If you could learn in a school, like ours, which had 600 unfilled places — effectively an abandoned school — then you could convince yourself that hard work and merit alone would bring you success, and no one would step in to correct you. On the other, better-off side of the borough, meanwhile, kids like me were ten-a-penny, and they filled the sixth-form colleges and, after that, universities, without anyone passing comment on their ‘willingness to learn’. But everything I did, intentionally or not, was in opposition to what everyone else did, and this knowledge became a reward in itself. I could say, I’m different, me, and that’s not only all right, but better than being like everyone else.

As Dorling reports, there is some evidence that living conditions eased somewhat in Britain during the Labour Government era of high public spending, and that, during this period, working-class people began slowly to make up the losses of previous generations through improved access to further and higher education. For many, the idea of ‘uni’ was no longer distant or altogether unmentioned. Although this new, working- and lower-middle-class cohort has tended to opt for ex-polytechnics and colleges of higher education as opposed to more prestigious institutions, this has still translated into social mobility for many young people who, without a degree, would never have had access to professional or white-collar jobs.

Moreover, research published by the Resolution Foundation in 2011 — a think tank that focuses on the effects of living on low incomes — suggests that mobility, measured in terms of how many people experienced growth in earnings that took them from the lower to the higher end of the spectrum, increased in the 2000s compared with the 1990s, but only for those with higher qualifications. The earnings penalty for those without degrees has become more pronounced over the same period of time, from which we can deduce that social mobility is ever more closely linked with the amount of time spent in non-compulsory education.

But there is another bind. Social mobility comes with an emotional cost to the individual, particularly in the current social landscape of high inequality. To think otherwise suits a neoliberal political agenda that is geared towards placing the onus for economic growth and social improvement on to individuals. On the other hand, rejecting social mobility as an ideal suggests that there will always be a working class and that its members should continue to know their place. In a more open society, this bind would not exist: every individual would have the chance to accumulate educational and occupational experience — if not always money — over time, so that society is not deprived, the way it is at present, of vast reserves of unused talent.
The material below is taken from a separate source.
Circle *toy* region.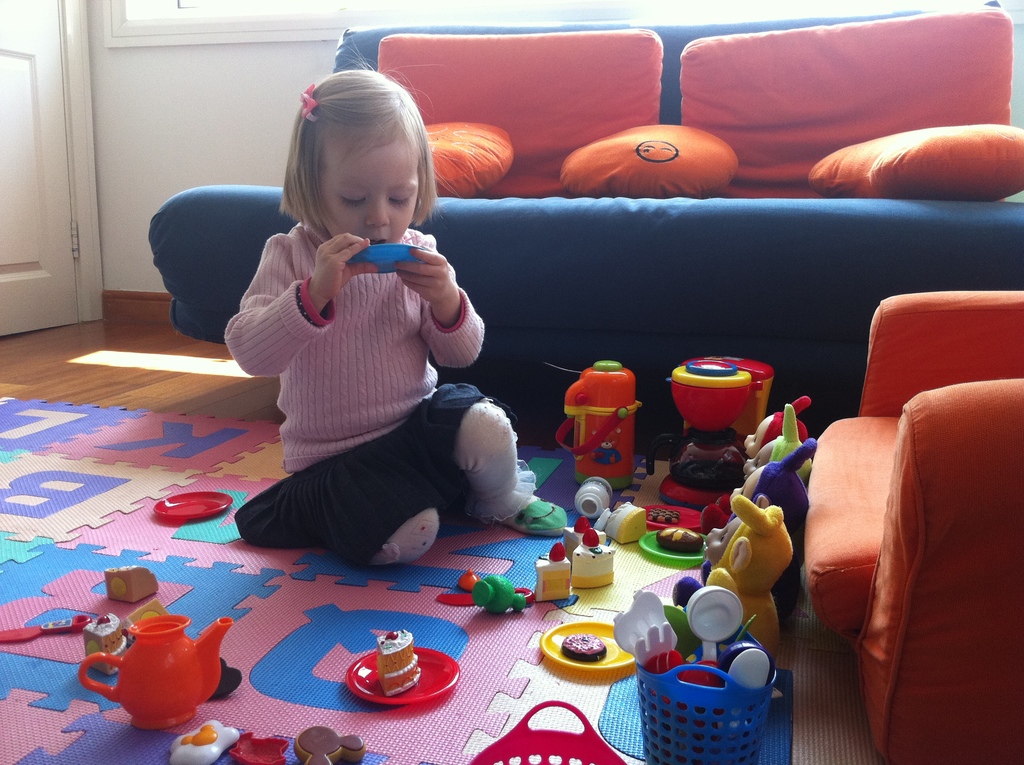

What does this mean for society, when the powerlessness of one class is internalised by its members, and individuals actively hinder their own progress? Nothing can be done if not done together. And if we refuse, or are unable, to work together, because the classes have ossified into groups that don’t trust each other and don’t meet, does that mean an end to progress?

Simply seeking to make living conditions better for the working class suggests that most people do not believe the status quo can be altered. Rather we should be striving for a transformation of society so that individuals are not so thoroughly bound by the circumstances of their birth. If the best work of our social scientists was made common knowledge, I can’t help thinking there’d be a revolution.